A statement issued in the name of the protesters said they had poured human blood on the airport tarmac, built what they called a "shrine" for Iraqi children, painted the slogan "pit stop of death" on the hangar door, and hacked and hammered at the plane. They also vowed to go on hunger strike.
Farrelly said that just after 4 a.m. (0400GMT) the raiders got through a perimeter fence using wire cutters, smashed a window into the plane's hangar and "did temporarily overpower the guard." He said the officer wasn't physically injured and eventually ran away to summon backup.

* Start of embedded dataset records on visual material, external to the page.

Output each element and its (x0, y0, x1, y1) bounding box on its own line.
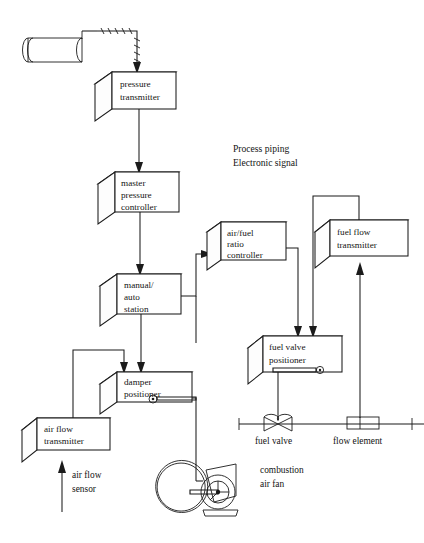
annotation-flow-element: flow element (333, 436, 383, 446)
block-label-line: controller (227, 250, 263, 260)
block-label-line: fuel valve (269, 342, 305, 352)
block-label-line: air flow (44, 424, 73, 434)
annotation-fuel-valve: fuel valve (255, 436, 292, 446)
block-label-line: master (121, 178, 146, 188)
block-label-line: damper (124, 377, 152, 387)
block-label-line: pressure (120, 79, 151, 89)
annotation-combustion-air-fan: combustion (260, 465, 304, 475)
block-label-line: station (124, 304, 149, 314)
block-label-line: fuel flow (337, 227, 371, 237)
block-label-line: pressure (121, 190, 152, 200)
block-label-line: transmitter (120, 92, 160, 102)
block-label-line: transmitter (337, 240, 377, 250)
block-label-line: positioner (269, 355, 306, 365)
annotation-air-flow-sensor: sensor (72, 484, 97, 494)
block-label-line: air/fuel (227, 228, 254, 238)
annotation-air-flow-sensor: air flow (72, 470, 102, 480)
combustion-control-diagram: pressure transmitter master pressure con… (0, 0, 424, 543)
block-label-line: manual/ (124, 280, 154, 290)
legend-process-piping: Process piping (233, 143, 289, 154)
annotation-combustion-air-fan: air fan (260, 479, 285, 489)
block-label-line: controller (121, 202, 157, 212)
block-label-line: ratio (227, 239, 244, 249)
block-label-line: auto (124, 292, 140, 302)
block-label-line: transmitter (44, 436, 84, 446)
block-label-line: positioner (124, 389, 161, 399)
legend-electronic-signal: Electronic signal (233, 157, 298, 168)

The plane has been grounded at Shannon since Wednesday, when a 50-year-old woman used a hatchet to damage the plane's nose, wheels and hydraulics. That attack caused an estimated 500,000 euros (US$550,000) in damage. Farrelly said little extra damage was inflicted Monday.

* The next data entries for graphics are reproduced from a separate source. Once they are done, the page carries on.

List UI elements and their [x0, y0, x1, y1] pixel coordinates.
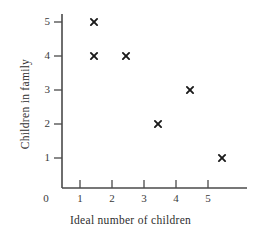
y-axis-title: Children in family — [19, 34, 31, 174]
data-point-marker — [187, 87, 193, 93]
data-point-marker — [91, 53, 97, 59]
x-tick-label-4: 4 — [168, 193, 184, 204]
y-tick-label-4: 4 — [36, 50, 50, 61]
x-tick-label-2: 2 — [104, 193, 120, 204]
y-tick-label-1: 1 — [36, 152, 50, 163]
data-point-marker — [219, 155, 225, 161]
data-point-group — [91, 19, 225, 161]
data-point-marker — [91, 19, 97, 25]
x-tick-label-3: 3 — [136, 193, 152, 204]
data-point-marker — [123, 53, 129, 59]
y-tick-label-3: 3 — [36, 84, 50, 95]
y-tick-label-2: 2 — [36, 118, 50, 129]
x-tick-label-1: 1 — [72, 193, 88, 204]
y-tick-label-5: 5 — [36, 16, 50, 27]
x-tick-label-0: 0 — [38, 193, 54, 204]
x-axis-title: Ideal number of children — [0, 214, 261, 226]
data-point-marker — [155, 121, 161, 127]
x-tick-label-5: 5 — [200, 193, 216, 204]
scatter-plot-figure: 0 1 2 3 4 5 1 2 3 4 5 Ideal number of ch… — [0, 0, 261, 240]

Ahern said police would more aggressively restrict protesters at Shannon, where left-wing activists opposed to any U.S.-led war in Iraq have spent several weeks living in tents outside the airfield dubbed the Shannon Peace Camp. The protests have been led by the Green Party and ultranationalist Sinn Fein.
"Now we see that we've maybe been over-tolerant with peaceful protests — when they're not being peaceful, they've been carrying axes and hammers, and that has to be reviewed," Ahern said.
Ahern, who had pledged to tighten security after Wednesday's initial vandalism, was asked whether the second attack was embarrassing. "Of course it is," he said.
Ireland's police commander, Commissioner Pat Byrne, traveled to Shannon to inspect its 7-mile (11-km) perimeter. Transport Minister Seamus Brennan said Ireland's minuscule army might be deployed to support police.
"To protect the seven miles is quite a hard thing to do, but it will be done, if necessary with the army," Brennan said.
Calls to the Irish phone line listed on the Catholic Workers Movement's Web site weren't being answered. The movement, which says its members "serve the poor, and resist war and social injustice," traces its origins to a Communist newspaper published in New York in 1933.
Ahern said Ireland would continue to support U.S. flights as long as the Bush administration observed United Nations (news - web sites) policies on Iraq. He accused some protesters of jeopardizing Shannon's survival as a state-owned business.
"Refueling is 40 percent of the business of Shannon, it's the economy of Shannon, and it's not just for Americans alone ... and we could lose that business because a group of people want to participate in malicious attacks. That can't be tolerated," he said.